This is the Part 1 of a 2-part review of the BU men’s basketball team’s season.
Training, weight lifting and lots of summer pick-up games. That’s what will be in store for the Boston University men’s basketball team in the long offseason after its Dance card was pulled last week.
The Terriers, who by all accounts achieved all their goals this season, will likely remain together for much of the offseason, as they did one year ago. Most of the players, if not all, will remain in Boston to make the grueling workouts and practices less difficult.
BU won’t get to showcase it’s 2002-03 squad until November, which may seem like an eternity for the team in general and several players in particular who are ready for another successful season.
The Terriers finished out the season with a 22-10 overall record and a 13-3 clip in the America East. Just three losses in the conference was BU’s best performance in league play since 1996-97, when it went 17-1, also, coincidentally, the last time BU went to the NCAA Tournament.
BU set out a list of team goals at the start of the season, as many teams do, vowing to accomplish as many as possible. They were as follows: a regular season championship, home-court advantage, an America East title and a trip to the Big Dance. Rarely does a team get to check off each goal one by one; BU did that this year.
The Terriers late-season success could be attributed to the program’s strength of schedule, which has increased each of the past four years and is a testament to BU coach Dennis Wolff’s aspirations for his players.
BU overcame a tough University of New Orleans team in its first game Nov. 13, 69-63, and immediately followed with what turned out to be one of its toughest games of the year, a 90-61 loss to then-No. 8 University of Iowa. Though they were beaten handily, junior guard Matt Turner dropped 17 points on the Hawkeyes, and the Terriers would be a better team for it by season’s end.
BU returned from its trip to Iowa only to face another nationally ranked opponent, then-No. 17 Boston College. The Terriers put up a fight against the Eagles, but the B-line battle fizzled out early in the second half as BC pulled away en route to an 82-65 win. After a win at St. Peter’s, BU again fell to a perennially strong team, losing by just three points to George Washington University in Washington, D.C.
After facing top teams early in the season and having earned plenty of frequent flyer miles, BU was 2-3. The Terriers had started out with a better record a year ago, but they concluded the year 14-14 overall and 9-9 in the conference, walking off empty-handed. Wolff reiterated that this year’s team was one that wanted to win, and his players backed him up later on.
Important wins against the College of the Holy Cross, Dartmouth College and Harvard University, and an overtime win on the road against the University of Wisconsin-Green Bay, jumpstarted the Terriers.
BU looked as if it might be doomed by injuries once again when Turner went down with a season-ending injury after separating his shoulder diving for a loose ball on Dec. 1 against Holy Cross. Turner, arguably the team’s best player and certainly its most athletic, would be forced to red-shirt. That news was made even worse when BU found it would lose the services of 6’8″ forward Jerome Graham, who seemed poised have a spectacular year.
A year ago, the Terriers could not escape injury. Wolff refused to dwell on the unexplainable rash of injuries circling his team; it seemed once again that BU would need to bite the bullet and endure yet another season with an incomplete team.
However, freshman guard Chaz Carr, an explosive, high-scoring player eerily reminiscent of Turner, joined the fray, and things were looking up. Carr, junior forward Billy Collins and sophomore guard Kevin Fitzgerald combined to form the base of a team that wouldn’t quit.
BU would win seven of its first eight games in 2002, with its only loss the first of two to the University of Vermont. After six-straight wins in that stretch, the Terriers lost back-to-back games for only the second time of the season on Jan. 29 and Feb. 2, to the University of Hartford and again to Vermont. Questions swirled. Was the run a fluke? Would the Terriers be able to knock off Vermont when it counted? Was there any way to get Turner back?
With a proverbial “shush,” the Terriers silenced all critics who saw the ghosts of last season’s patches of losses returning. BU rattled off six-straight wins to finish the regular season as co-champions with Vermont. Talk of a BU-Vermont championship game was already in the open.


[ASSIGNMENT]
Copy each entry verbatim, excluding its images.
(INFORMATION Opens)
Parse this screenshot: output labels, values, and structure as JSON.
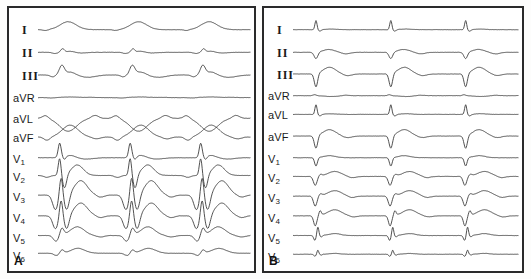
{
  "figure": {
    "type": "ecg-12-lead-comparison",
    "width": 531,
    "height": 279,
    "background_color": "#fdfdfc",
    "trace_color": "#3a3a3a",
    "border_color": "#2a2a2a"
  },
  "panels": [
    {
      "id": "A",
      "letter": "A",
      "beats": 3,
      "leads": [
        {
          "name": "I",
          "label": "I",
          "style": "roman",
          "baseline": 22,
          "amp": 1.0,
          "morph": "wide-monophasic-positive"
        },
        {
          "name": "II",
          "label": "II",
          "style": "roman",
          "baseline": 45,
          "amp": 0.75,
          "morph": "low-notched"
        },
        {
          "name": "III",
          "label": "III",
          "style": "roman",
          "baseline": 68,
          "amp": 1.0,
          "morph": "peaked-positive"
        },
        {
          "name": "aVR",
          "label": "aVR",
          "style": "plain",
          "baseline": 91,
          "amp": 0.35,
          "morph": "flat-undulating"
        },
        {
          "name": "aVL",
          "label": "aVL",
          "style": "plain",
          "baseline": 112,
          "amp": 1.3,
          "morph": "broad-sine-negative"
        },
        {
          "name": "aVF",
          "label": "aVF",
          "style": "plain",
          "baseline": 131,
          "amp": 1.2,
          "morph": "broad-sine-positive"
        },
        {
          "name": "V1",
          "label": "V",
          "sub": "1",
          "style": "plain",
          "baseline": 152,
          "amp": 1.1,
          "morph": "tall-r-spike"
        },
        {
          "name": "V2",
          "label": "V",
          "sub": "2",
          "style": "plain",
          "baseline": 170,
          "amp": 1.25,
          "morph": "rs-deep"
        },
        {
          "name": "V3",
          "label": "V",
          "sub": "3",
          "style": "plain",
          "baseline": 190,
          "amp": 1.35,
          "morph": "qrs-wide-deep"
        },
        {
          "name": "V4",
          "label": "V",
          "sub": "4",
          "style": "plain",
          "baseline": 211,
          "amp": 1.2,
          "morph": "qrs-wide-deep"
        },
        {
          "name": "V5",
          "label": "V",
          "sub": "5",
          "style": "plain",
          "baseline": 231,
          "amp": 0.95,
          "morph": "broad-positive"
        },
        {
          "name": "V6",
          "label": "V",
          "sub": "6",
          "style": "plain",
          "baseline": 249,
          "amp": 0.7,
          "morph": "broad-positive-small"
        }
      ]
    },
    {
      "id": "B",
      "letter": "B",
      "beats": 3,
      "leads": [
        {
          "name": "I",
          "label": "I",
          "style": "roman",
          "baseline": 22,
          "amp": 0.8,
          "morph": "narrow-r-spike"
        },
        {
          "name": "II",
          "label": "II",
          "style": "roman",
          "baseline": 45,
          "amp": 0.85,
          "morph": "qs-negative"
        },
        {
          "name": "III",
          "label": "III",
          "style": "roman",
          "baseline": 67,
          "amp": 1.1,
          "morph": "qs-deep"
        },
        {
          "name": "aVR",
          "label": "aVR",
          "style": "plain",
          "baseline": 89,
          "amp": 0.4,
          "morph": "flat-small-notch"
        },
        {
          "name": "aVL",
          "label": "aVL",
          "style": "plain",
          "baseline": 108,
          "amp": 0.85,
          "morph": "narrow-r-spike"
        },
        {
          "name": "aVF",
          "label": "aVF",
          "style": "plain",
          "baseline": 130,
          "amp": 1.05,
          "morph": "qs-deep"
        },
        {
          "name": "V1",
          "label": "V",
          "sub": "1",
          "style": "plain",
          "baseline": 152,
          "amp": 0.85,
          "morph": "qs-narrow"
        },
        {
          "name": "V2",
          "label": "V",
          "sub": "2",
          "style": "plain",
          "baseline": 171,
          "amp": 0.9,
          "morph": "qs-notched"
        },
        {
          "name": "V3",
          "label": "V",
          "sub": "3",
          "style": "plain",
          "baseline": 191,
          "amp": 1.0,
          "morph": "qs-notched"
        },
        {
          "name": "V4",
          "label": "V",
          "sub": "4",
          "style": "plain",
          "baseline": 211,
          "amp": 0.95,
          "morph": "qs-with-r"
        },
        {
          "name": "V5",
          "label": "V",
          "sub": "5",
          "style": "plain",
          "baseline": 231,
          "amp": 0.8,
          "morph": "qrs-spike"
        },
        {
          "name": "V6",
          "label": "V",
          "sub": "6",
          "style": "plain",
          "baseline": 250,
          "amp": 0.55,
          "morph": "small-qrs-spike"
        }
      ]
    }
  ]
}
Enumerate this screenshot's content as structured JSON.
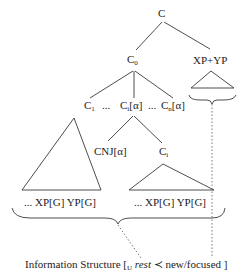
{
  "tree": {
    "root": {
      "label": "C"
    },
    "c0": {
      "label": "C",
      "sub": "0"
    },
    "xp_yp": {
      "label": "XP+YP"
    },
    "c1": {
      "label": "C",
      "sub": "1"
    },
    "dots1": {
      "label": "..."
    },
    "ci_alpha": {
      "label": "C",
      "sub": "i",
      "suffix": "[α]"
    },
    "dots2": {
      "label": "..."
    },
    "cn_alpha": {
      "label": "C",
      "sub": "n",
      "suffix": "[α]"
    },
    "cnj_alpha": {
      "label": "CNJ[α]"
    },
    "ci": {
      "label": "C",
      "sub": "i"
    },
    "left_leaves": {
      "label": "... XP[G] YP[G]"
    },
    "right_leaves": {
      "label": "... XP[G] YP[G]"
    }
  },
  "info_structure": {
    "prefix": "Information Structure [",
    "sub": "U",
    "rest": "rest",
    "prec": "≺",
    "new": "new/focused ]"
  },
  "colors": {
    "line": "#333333",
    "text": "#222222",
    "dotted": "#555555"
  }
}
(INFORMATION Closes)
[ANSWER AREA]
Parse this screenshot: output labels, values, and structure as JSON.
{
  "figure": {
    "type": "ecg-12-lead-comparison",
    "width": 531,
    "height": 279,
    "background_color": "#fdfdfc",
    "trace_color": "#3a3a3a",
    "border_color": "#2a2a2a"
  },
  "panels": [
    {
      "id": "A",
      "letter": "A",
      "beats": 3,
      "leads": [
        {
          "name": "I",
          "label": "I",
          "style": "roman",
          "baseline": 22,
          "amp": 1.0,
          "morph": "wide-monophasic-positive"
        },
        {
          "name": "II",
          "label": "II",
          "style": "roman",
          "baseline": 45,
          "amp": 0.75,
          "morph": "low-notched"
        },
        {
          "name": "III",
          "label": "III",
          "style": "roman",
          "baseline": 68,
          "amp": 1.0,
          "morph": "peaked-positive"
        },
        {
          "name": "aVR",
          "label": "aVR",
          "style": "plain",
          "baseline": 91,
          "amp": 0.35,
          "morph": "flat-undulating"
        },
        {
          "name": "aVL",
          "label": "aVL",
          "style": "plain",
          "baseline": 112,
          "amp": 1.3,
          "morph": "broad-sine-negative"
        },
        {
          "name": "aVF",
          "label": "aVF",
          "style": "plain",
          "baseline": 131,
          "amp": 1.2,
          "morph": "broad-sine-positive"
        },
        {
          "name": "V1",
          "label": "V",
          "sub": "1",
          "style": "plain",
          "baseline": 152,
          "amp": 1.1,
          "morph": "tall-r-spike"
        },
        {
          "name": "V2",
          "label": "V",
          "sub": "2",
          "style": "plain",
          "baseline": 170,
          "amp": 1.25,
          "morph": "rs-deep"
        },
        {
          "name": "V3",
          "label": "V",
          "sub": "3",
          "style": "plain",
          "baseline": 190,
          "amp": 1.35,
          "morph": "qrs-wide-deep"
        },
        {
          "name": "V4",
          "label": "V",
          "sub": "4",
          "style": "plain",
          "baseline": 211,
          "amp": 1.2,
          "morph": "qrs-wide-deep"
        },
        {
          "name": "V5",
          "label": "V",
          "sub": "5",
          "style": "plain",
          "baseline": 231,
          "amp": 0.95,
          "morph": "broad-positive"
        },
        {
          "name": "V6",
          "label": "V",
          "sub": "6",
          "style": "plain",
          "baseline": 249,
          "amp": 0.7,
          "morph": "broad-positive-small"
        }
      ]
    },
    {
      "id": "B",
      "letter": "B",
      "beats": 3,
      "leads": [
        {
          "name": "I",
          "label": "I",
          "style": "roman",
          "baseline": 22,
          "amp": 0.8,
          "morph": "narrow-r-spike"
        },
        {
          "name": "II",
          "label": "II",
          "style": "roman",
          "baseline": 45,
          "amp": 0.85,
          "morph": "qs-negative"
        },
        {
          "name": "III",
          "label": "III",
          "style": "roman",
          "baseline": 67,
          "amp": 1.1,
          "morph": "qs-deep"
        },
        {
          "name": "aVR",
          "label": "aVR",
          "style": "plain",
          "baseline": 89,
          "amp": 0.4,
          "morph": "flat-small-notch"
        },
        {
          "name": "aVL",
          "label": "aVL",
          "style": "plain",
          "baseline": 108,
          "amp": 0.85,
          "morph": "narrow-r-spike"
        },
        {
          "name": "aVF",
          "label": "aVF",
          "style": "plain",
          "baseline": 130,
          "amp": 1.05,
          "morph": "qs-deep"
        },
        {
          "name": "V1",
          "label": "V",
          "sub": "1",
          "style": "plain",
          "baseline": 152,
          "amp": 0.85,
          "morph": "qs-narrow"
        },
        {
          "name": "V2",
          "label": "V",
          "sub": "2",
          "style": "plain",
          "baseline": 171,
          "amp": 0.9,
          "morph": "qs-notched"
        },
        {
          "name": "V3",
          "label": "V",
          "sub": "3",
          "style": "plain",
          "baseline": 191,
          "amp": 1.0,
          "morph": "qs-notched"
        },
        {
          "name": "V4",
          "label": "V",
          "sub": "4",
          "style": "plain",
          "baseline": 211,
          "amp": 0.95,
          "morph": "qs-with-r"
        },
        {
          "name": "V5",
          "label": "V",
          "sub": "5",
          "style": "plain",
          "baseline": 231,
          "amp": 0.8,
          "morph": "qrs-spike"
        },
        {
          "name": "V6",
          "label": "V",
          "sub": "6",
          "style": "plain",
          "baseline": 250,
          "amp": 0.55,
          "morph": "small-qrs-spike"
        }
      ]
    }
  ]
}
Enumerate this screenshot's content as structured JSON.
{
  "tree": {
    "root": {
      "label": "C"
    },
    "c0": {
      "label": "C",
      "sub": "0"
    },
    "xp_yp": {
      "label": "XP+YP"
    },
    "c1": {
      "label": "C",
      "sub": "1"
    },
    "dots1": {
      "label": "..."
    },
    "ci_alpha": {
      "label": "C",
      "sub": "i",
      "suffix": "[α]"
    },
    "dots2": {
      "label": "..."
    },
    "cn_alpha": {
      "label": "C",
      "sub": "n",
      "suffix": "[α]"
    },
    "cnj_alpha": {
      "label": "CNJ[α]"
    },
    "ci": {
      "label": "C",
      "sub": "i"
    },
    "left_leaves": {
      "label": "... XP[G] YP[G]"
    },
    "right_leaves": {
      "label": "... XP[G] YP[G]"
    }
  },
  "info_structure": {
    "prefix": "Information Structure [",
    "sub": "U",
    "rest": "rest",
    "prec": "≺",
    "new": "new/focused ]"
  },
  "colors": {
    "line": "#333333",
    "text": "#222222",
    "dotted": "#555555"
  }
}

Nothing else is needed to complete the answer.